Table 7 Run time analysis of the proposed approach on different datasets

3.6 Robustness test

In this section, post-processing operation i.e. JPEG compression is applied on the DVMM dataset to validate the robustness of the proposed technique. The JPEG compression level can be measured by the quality factor. The higher quality factors mean high quality (i.e., less compression) and vice versa. The proposed method has extracted Markov features from DWT and LBP domain. He et al. [18] fused the Markov features in a Discrete Wavelet Transform (DWT) as well as the Discrete Cosine Transform (DCT) domain. Zhao et al. [52] extracted features from BDCT and discrete Meyer wavelet transform (DMWT) domain. Shi et al. [37] treated the neighboring differences of BDCT coefficients of an image as a 1-D signal and Kirchner et al. [25] have used SPAM features. After performing the experiments, the detection accuracies of the existing detection techniques [18, 25, 37, 52] and the proposed method are evaluated as shown in Fig. 13. It has been observed from Fig. 13 that with the decrease in the quality factor, the detection accuracies of all the techniques decrease. The proposed method with different JPEG quality factors outperforms the other existing methods, which shows that the proposed approach is robust against post-processing operation i.e. JPEG compression.

Fig. 13
figure 13

Detection results for JPEG compression

The value of detection accuracy for different quality factors for various techniques has been compared by Analysis of Variance (ANOVA). The ANOVA is used to figure out whether there is any statistical significant difference among the means of two or more independent techniques. The ANOVA test is performed on the achieved results of the proposed technique and existing techniques such as He [18], Zhao [52], Shi [37], and Kirchner [25]. Figure 14 shows the statistical analysis of detection accuracy for different techniques when tested against JPEG compression. From Fig. 14, it has been analyzed that the whiskers (which indicate the maximum and minimum values) of the proposed technique reaches nearly to 100, which is higher than the other existing techniques, and also, the values of the median are better than the existing techniques at 95% confidence level.
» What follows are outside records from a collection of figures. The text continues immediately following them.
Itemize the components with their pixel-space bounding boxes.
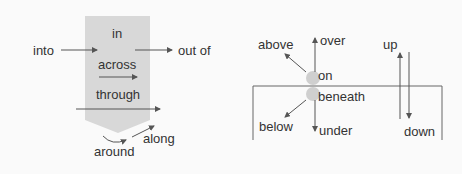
label-over: over xyxy=(320,34,345,47)
label-beneath: beneath xyxy=(318,90,365,103)
label-in: in xyxy=(112,27,122,40)
label-below: below xyxy=(259,120,293,133)
label-on: on xyxy=(318,69,332,82)
label-through: through xyxy=(96,88,140,101)
label-under: under xyxy=(319,124,352,137)
preposition-diagram-canvas xyxy=(0,0,462,174)
around-curve xyxy=(103,136,126,142)
label-across: across xyxy=(98,58,136,71)
label-along: along xyxy=(143,132,175,145)
label-into: into xyxy=(33,44,54,57)
label-above: above xyxy=(258,38,293,51)
label-out-of: out of xyxy=(178,44,211,57)
above-arrow xyxy=(285,54,306,72)
label-up: up xyxy=(383,38,397,51)
label-around: around xyxy=(94,145,134,158)
below-arrow xyxy=(285,100,306,117)
label-down: down xyxy=(404,125,435,138)
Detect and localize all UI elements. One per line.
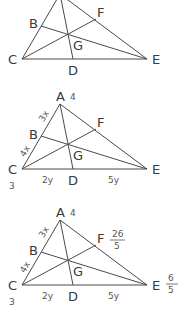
label-c: C xyxy=(8,278,17,293)
mass-f-fraction: 26 5 xyxy=(110,229,125,251)
label-a: A xyxy=(56,205,65,220)
label-g: G xyxy=(73,264,83,279)
label-a: A xyxy=(56,89,65,104)
label-d: D xyxy=(68,63,78,78)
label-b: B xyxy=(29,127,38,142)
label-b: B xyxy=(29,243,38,258)
label-d: D xyxy=(68,289,78,304)
segment-ab: 3x xyxy=(37,108,52,123)
segment-cd: 2y xyxy=(42,291,54,301)
segment-bc: 4x xyxy=(18,259,33,274)
label-e: E xyxy=(152,278,160,293)
segment-cd: 2y xyxy=(42,175,54,185)
label-c: C xyxy=(8,162,17,177)
mass-f-denominator: 5 xyxy=(114,241,120,251)
mass-e-denominator: 5 xyxy=(168,285,174,295)
segment-ab: 3x xyxy=(37,224,52,239)
label-e: E xyxy=(152,162,160,177)
segment-bc: 4x xyxy=(18,143,33,158)
label-d: D xyxy=(68,173,78,188)
label-f: F xyxy=(97,231,104,246)
figure-2-triangle: A 4 3x B 4x F G C 3 2y D 5y E xyxy=(0,85,190,195)
mass-a: 4 xyxy=(70,92,76,102)
label-e: E xyxy=(152,52,160,67)
label-f: F xyxy=(97,115,104,130)
mass-e-numerator: 6 xyxy=(168,273,174,283)
label-b: B xyxy=(29,16,38,31)
mass-e-fraction: 6 5 xyxy=(166,273,178,295)
segment-de: 5y xyxy=(108,291,120,301)
label-g: G xyxy=(73,38,83,53)
mass-f-numerator: 26 xyxy=(112,229,124,239)
label-f: F xyxy=(97,5,104,20)
figure-3-triangle: A 4 3x B 4x F 26 5 G C 3 2y D 5y E 6 5 xyxy=(0,195,190,314)
label-c: C xyxy=(8,52,17,67)
label-g: G xyxy=(73,148,83,163)
mass-c: 3 xyxy=(9,297,15,307)
mass-c: 3 xyxy=(9,181,15,191)
mass-a: 4 xyxy=(70,208,76,218)
triangle-lines xyxy=(22,0,147,59)
figure-1-triangle: B F G C D E xyxy=(0,0,190,80)
segment-de: 5y xyxy=(108,175,120,185)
It has been observed from the representation of the data in Fig. 14 that the existing detection techniques are much weaker than the proposed technique.

Fig. 14
figure 14

Statistical analysis of detection accuracy for different techniques, when tested against JPEG compression

4 Conclusion

A passive forgery detection methodology is proposed to validate the detection of splicing forgery. At the outset, the STD filter is used to highlight the irregularities in the forged images. Further, Markov features are extracted from LBP and DWT domains separately and combined, to detect the image splicing forgery. Then, the SVM classifier is used to evaluate the effectiveness of the algorithm. Accuracy is calculated on six different datasets i.e. CASIA v1.0, DVMM, CASIA v2.0, IFS-TC, Columbia, and DSO-1. The proposed technique attains 99.69% and 99.76% accuracy on CASIA v1.0 and CASIA v2.0, 97.80%, and 98.61% accuracy on DVMM and Columbia datasets, and 96.90% and 92.50% accuracy on IFS-TC, and DSO-1, respectively. The experimental results show that fusing Markov features from LBP and DWT domains leads to improvement in terms of detection accuracy, sensitivity, specificity, and informedness in comparison to other existing techniques. Moreover, the robustness of the proposed method is validated for JPEG compression, and efficacy is confirmed by performing the statistical analysis test using ANOVA. In future work, it has been planned to localize the tampering regions in the spliced images. Moreover, the authentication of medical images has acquired less attention in the research community. Since the medical images are misrepresented by some people to claim medical loans, the concerned patient may face social embarrassment or disappointed, while other people may achieve an illegal benefit. So, this field needs more attention to attain the trust of patients as well as to avoid their embarrassment. Thus, the proposed scheme can be extended and applied to medical images in the future work so that it will be beneficial for the society as well as the research community.